If you regularly share confidential information with external parties, whether manufacturers, developers, or channel partners, it is worth having a standard NDA template reviewed and kept ready to use, rather than reaching for a generic online version each time.

Frequently asked questions

Does an NDA need to be witnessed or notarised in Australia?

No. An NDA is a standard commercial contract and does not need to be witnessed or notarised to be legally binding in Australia. It needs to be signed by both parties and supported by consideration, which is typically the mutual exchange of confidential information or the promise to enter into a business relationship. Where only one party is disclosing, the agreement is sometimes structured as a deed to sidestep any question about whether consideration exists.

Can an NDA be verbal?

Technically yes, but a verbal confidentiality agreement is extremely difficult to enforce. Without a written record of what was agreed, what information was covered, and what the obligations were, proving a breach in practice is near impossible. Always use a written agreement.

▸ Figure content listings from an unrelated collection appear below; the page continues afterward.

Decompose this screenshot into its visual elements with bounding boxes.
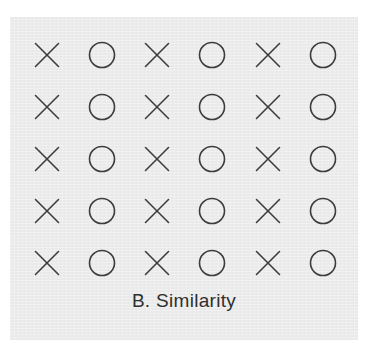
cross-icon [251, 194, 285, 228]
cross-icon [30, 38, 64, 72]
circle-icon [85, 38, 119, 72]
cross-icon [30, 142, 64, 176]
cross-icon [140, 142, 174, 176]
cross-icon [251, 38, 285, 72]
circle-icon [306, 90, 340, 124]
cross-icon [30, 194, 64, 228]
circle-icon [195, 246, 229, 280]
cross-icon [251, 90, 285, 124]
circle-icon [195, 142, 229, 176]
circle-icon [195, 38, 229, 72]
circle-icon [85, 90, 119, 124]
cross-icon [140, 38, 174, 72]
circle-icon [85, 142, 119, 176]
circle-icon [306, 38, 340, 72]
circle-icon [306, 194, 340, 228]
cross-icon [30, 246, 64, 280]
cross-icon [30, 90, 64, 124]
circle-icon [306, 142, 340, 176]
circle-icon [195, 90, 229, 124]
cross-icon [140, 246, 174, 280]
circle-icon [85, 194, 119, 228]
cross-icon [251, 246, 285, 280]
circle-icon [306, 246, 340, 280]
circle-icon [85, 246, 119, 280]
cross-icon [140, 90, 174, 124]
cross-icon [140, 194, 174, 228]
circle-icon [195, 194, 229, 228]
gestalt-similarity-figure: B. Similarity [0, 0, 373, 360]
cross-icon [251, 142, 285, 176]
figure-caption: B. Similarity [10, 290, 358, 312]
figure-panel: B. Similarity [10, 17, 358, 340]
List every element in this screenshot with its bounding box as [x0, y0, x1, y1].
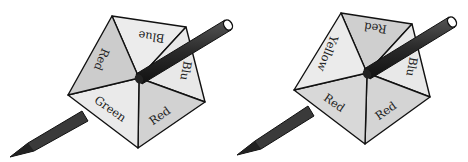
right-pencil-lower [237, 106, 314, 155]
right-spinner: Red Blu Red Red Yellow [237, 13, 458, 155]
spinners-svg: Blue Blu Red Green Red Red Blu Red Red Y… [0, 0, 468, 162]
left-pencil-lower [10, 111, 88, 157]
left-spinner: Blue Blu Red Green Red [10, 16, 234, 157]
spinners-figure: Blue Blu Red Green Red Red Blu Red Red Y… [0, 0, 468, 162]
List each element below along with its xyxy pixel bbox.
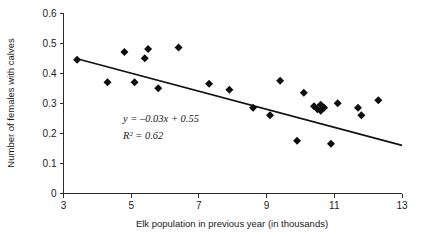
data-point-marker — [327, 140, 335, 148]
y-tick-label: 0.5 — [43, 38, 57, 49]
x-tick-label: 13 — [396, 200, 408, 211]
x-tick-label: 7 — [196, 200, 202, 211]
y-axis-ticks: 00.10.20.30.40.50.6 — [43, 8, 64, 200]
data-points-group — [73, 44, 382, 148]
r-squared-annotation: R² = 0.62 — [122, 130, 164, 141]
data-point-marker — [276, 77, 284, 85]
data-point-marker — [334, 99, 342, 107]
data-point-marker — [175, 44, 183, 52]
data-point-marker — [293, 137, 301, 145]
data-point-marker — [141, 54, 149, 62]
data-point-marker — [357, 111, 365, 119]
y-tick-label: 0.6 — [43, 8, 57, 19]
data-point-marker — [205, 80, 213, 88]
y-tick-label: 0.4 — [43, 68, 57, 79]
chart-canvas: 00.10.20.30.40.50.6 35791113 y = –0.03x … — [0, 0, 426, 237]
data-point-marker — [225, 86, 233, 94]
data-point-marker — [154, 84, 162, 92]
y-tick-label: 0.1 — [43, 158, 57, 169]
x-axis-title: Elk population in previous year (in thou… — [136, 218, 328, 229]
data-point-marker — [144, 45, 152, 53]
equation-annotation: y = –0.03x + 0.55 — [122, 113, 199, 124]
data-point-marker — [354, 104, 362, 112]
data-point-marker — [73, 56, 81, 64]
data-point-marker — [104, 78, 112, 86]
y-tick-label: 0.2 — [43, 128, 57, 139]
y-tick-label: 0.3 — [43, 98, 57, 109]
data-point-marker — [266, 111, 274, 119]
data-point-marker — [374, 96, 382, 104]
scatter-chart-figure: 00.10.20.30.40.50.6 35791113 y = –0.03x … — [0, 0, 426, 237]
x-tick-label: 11 — [329, 200, 340, 211]
y-tick-label: 0 — [51, 188, 57, 199]
x-axis-ticks: 35791113 — [61, 194, 408, 211]
x-tick-label: 9 — [264, 200, 270, 211]
x-tick-label: 3 — [61, 200, 67, 211]
data-point-marker — [300, 89, 308, 97]
x-tick-label: 5 — [128, 200, 134, 211]
axes-group — [64, 13, 403, 194]
y-axis-title: Number of females with calves — [5, 38, 16, 168]
data-point-marker — [120, 48, 128, 56]
data-point-marker — [131, 78, 139, 86]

How long should an NDA last?

A typical term is two years from the date of signing or from the date of disclosure, though this varies depending on the industry and the nature of the transaction. Perpetual NDAs, those with no end date, are commercially difficult to negotiate and are often resisted by recipients who cannot assess their long-term obligations. Where the information is particularly sensitive, a longer term can be justified, but the commercial value of most confidential information diminishes over time.

What happens if someone breaches an NDA?

If an NDA is breached, the affected party can seek damages for any loss suffered, or apply for an injunction to prevent further disclosure. In practice, enforcement has limits: proceedings are expensive and time-consuming, proving that a breach occurred and quantifying the resulting loss can be genuinely difficult, and if an injunction is needed urgently the party seeking it will need to act fast and provide an undertaking as to damages. A well-drafted NDA improves your position, but it works best as part of a broader approach to managing what you share and with whom.

Should the NDA cover the receiving party's employees and advisers?

Yes, and this is a gap in many template NDAs. The receiving party's obligation to maintain confidentiality should extend to any employees, officers, or advisers to whom they disclose the information. This is typically achieved either by requiring them to sign individual undertakings, or by including a clause that the recipient is responsible for ensuring their representatives comply with the agreement as if it applied directly to them.

This article is general information only and does not constitute legal advice. The law is complex and fact-specific. What applies in one situation may not apply in yours. For advice specific to your circumstances, speak with a lawyer at Plumlaw at plumlaw.co/contact.